In the concentration camp scenario, if I imagine myself on either side of the fence, I really think that would help. "We can't save you, but we will avenge you." Yeah. That rings good.
And I find this easily generalizes into situations where there isn't a human perpetrator to be punished. The project of eradicating Malaria just feels more viscerally awesome when I frame it as the spiteful, relishing, merciless, victorious extermination of the terrible monster that has, by some estimates, killed around 10% of all humans who have ever lived.
And it works for small things just as well. I paid too much for an item? I avenge the lost money by buying more carefully next time - and I find I actually do remember to do it next time. I lost time because of a scheduling mistake? I avenge it by scheduling better - and my scheduling improves faster than it used to. And so on.
REASONS THIS MIGHT WORK FOR YOU TOO Now even if you believe this is true for me, you might still think I'm just a particularly vengeful person and I've discovered and integrated that part of myself so I'm feeling more complete and this explains everything about me while not saying anything about you because you're not a naturally vengeful person.

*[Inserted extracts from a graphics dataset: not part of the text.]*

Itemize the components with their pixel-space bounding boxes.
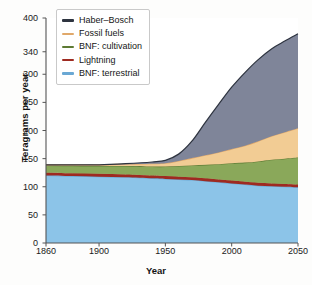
legend-item[interactable]: Lightning [62,54,142,67]
legend-item-label: Fossil fuels [79,28,124,39]
legend-item-label: BNF: terrestrial [79,68,140,79]
y-axis-title: Teragrams per year [19,38,30,198]
x-tick-label: 1950 [143,246,187,256]
chart-legend: Haber–BoschFossil fuelsBNF: cultivationL… [56,9,150,85]
y-tick-label: 50 [4,210,38,220]
legend-swatch-icon [62,59,74,61]
legend-item-label: BNF: cultivation [79,41,142,52]
legend-item[interactable]: BNF: cultivation [62,40,142,53]
x-tick-label: 1860 [24,246,68,256]
legend-swatch-icon [62,19,74,21]
legend-item[interactable]: Haber–Bosch [62,14,142,27]
x-tick-label: 2050 [276,246,312,256]
legend-swatch-icon [62,46,74,48]
x-tick-label: 2000 [210,246,254,256]
x-axis-title: Year [0,265,312,276]
legend-item-label: Lightning [79,55,116,66]
legend-item[interactable]: Fossil fuels [62,27,142,40]
x-tick-label: 1900 [77,246,121,256]
stacked-area-plot [0,0,312,285]
legend-swatch-icon [62,72,74,74]
y-tick-label: 400 [4,13,38,23]
chart-figure: 050100150200250300340400 186019001950200… [0,0,312,285]
legend-swatch-icon [62,33,74,35]
legend-item[interactable]: BNF: terrestrial [62,67,142,80]
legend-item-label: Haber–Bosch [79,15,134,26]
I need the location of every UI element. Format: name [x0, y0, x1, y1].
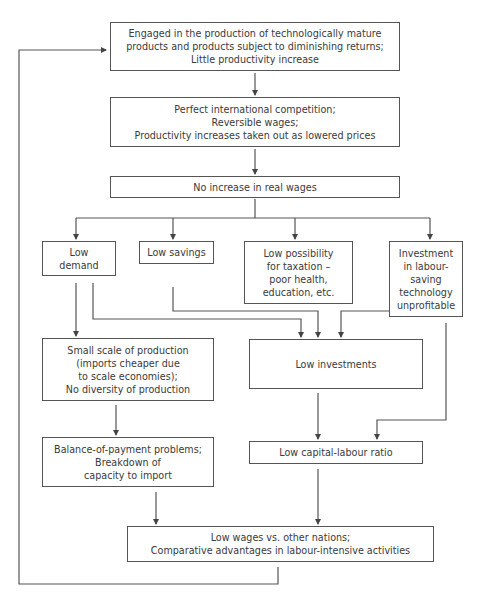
- node-balance-of-payment: Balance-of-payment problems; Breakdown o…: [42, 437, 214, 487]
- node-low-taxation: Low possibility for taxation – poor heal…: [244, 241, 353, 304]
- node-low-capital-labour: Low capital-labour ratio: [249, 441, 423, 464]
- node-investment-unprofitable: Investment in labour- saving technology …: [389, 241, 463, 317]
- node-mature-products: Engaged in the production of technologic…: [110, 22, 400, 71]
- node-no-real-wage-increase: No increase in real wages: [110, 176, 400, 198]
- node-small-scale: Small scale of production (imports cheap…: [42, 338, 214, 401]
- node-low-demand: Low demand: [42, 241, 116, 276]
- node-low-savings: Low savings: [139, 241, 214, 264]
- node-low-wages: Low wages vs. other nations; Comparative…: [127, 526, 434, 562]
- node-perfect-competition: Perfect international competition; Rever…: [110, 97, 400, 147]
- node-low-investments: Low investments: [249, 339, 423, 389]
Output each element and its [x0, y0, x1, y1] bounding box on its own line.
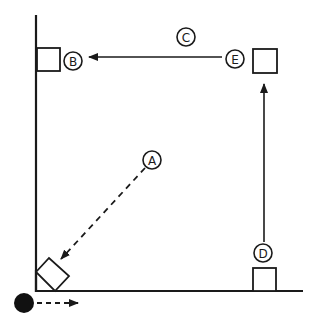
field-diagram: B C E D A — [0, 0, 320, 326]
svg-text:B: B — [69, 55, 77, 69]
svg-text:C: C — [182, 31, 190, 45]
svg-text:D: D — [258, 247, 267, 261]
label-c: C — [177, 28, 195, 46]
label-b: B — [64, 52, 82, 70]
svg-text:E: E — [231, 53, 239, 67]
ball-icon — [14, 293, 34, 313]
arrow-a-to-corner — [61, 168, 145, 259]
label-a: A — [143, 151, 161, 169]
label-e: E — [226, 50, 244, 68]
square-top-right — [253, 49, 277, 73]
label-d: D — [254, 244, 272, 262]
square-bottom-right — [253, 268, 276, 291]
svg-text:A: A — [148, 154, 157, 168]
square-bottom-left-rotated — [36, 258, 69, 291]
square-left-wall — [37, 48, 60, 71]
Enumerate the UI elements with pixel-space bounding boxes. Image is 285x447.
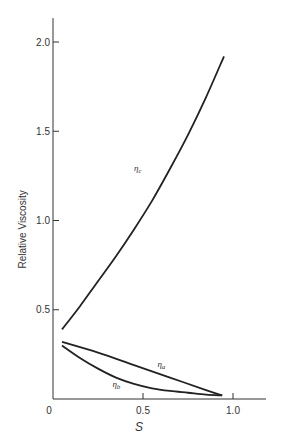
labels: SRelative Viscosityηcηaηb — [17, 163, 166, 434]
y-tick-label: 2.0 — [36, 37, 50, 48]
curves — [62, 56, 224, 395]
series-label: ηa — [157, 359, 165, 371]
x-tick-label: 0.5 — [136, 405, 150, 416]
axes: 0.51.01.52.00.51.00 — [36, 18, 266, 416]
x-axis-label: S — [135, 420, 143, 434]
curve-a — [62, 342, 222, 396]
y-tick-label: 1.0 — [36, 215, 50, 226]
y-axis-label: Relative Viscosity — [17, 190, 28, 268]
y-tick-label: 0.5 — [36, 304, 50, 315]
series-label: ηc — [134, 163, 142, 175]
origin-label: 0 — [46, 405, 52, 416]
x-tick-label: 1.0 — [226, 405, 240, 416]
curve-c — [62, 56, 224, 329]
y-tick-label: 1.5 — [36, 126, 50, 137]
relative-viscosity-chart: 0.51.01.52.00.51.00 SRelative Viscosityη… — [0, 0, 285, 447]
series-label: ηb — [112, 379, 120, 391]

I will now attempt to convince you that you too are, and should be, vengeful.
First of all, my aforementioned friend says this works for him too. That's two out of two people who have been familiar with this idea.
You're a primate, and primates are vengeful. In fact one of the things that distinguishes humans from other primates is that we avenge more - we punish not just violators of norms, but also individuals who fail to punish violators of norms.
Vengeance is more or less taboo in polite society. This taboo was installed for good reasons, because our biases can easily lead vengeance into Cycles of Revenge, where the punishment gets punished recursively. This has slowed the development of, and destroyed, many human societies. But still, it is another taboo and it makes it hard to think about the matter clearly like all taboos do. So if like me, you didn't think about utilizing human vengefulness for good, this may very well have been because of the taboo, not because of a rational weighing of the pros and cons. Apart from the Cycle of Revenge thing, which is huge of course, I am currently unaware of any cons.
An endorsement of revenge is not automatically also an endorsement of violence. Statements like "the best vengeance is to live a great life" do not include a call to violence, but they very much do harness vengefulness.
It is, however, an endorsement of aggression, of acting aggressively. Looking for drawbacks, we might point out aggression raises blood pressure and cortisol, and too much of either isn't healthy. On the other hand, too little aggression is probably not healthy either - it is a hallmark of depression. I know many more people who suffer from lack of motivation than people who suffer from too much motivation - and for these people, vengeance is a form of motivation worth exploiting.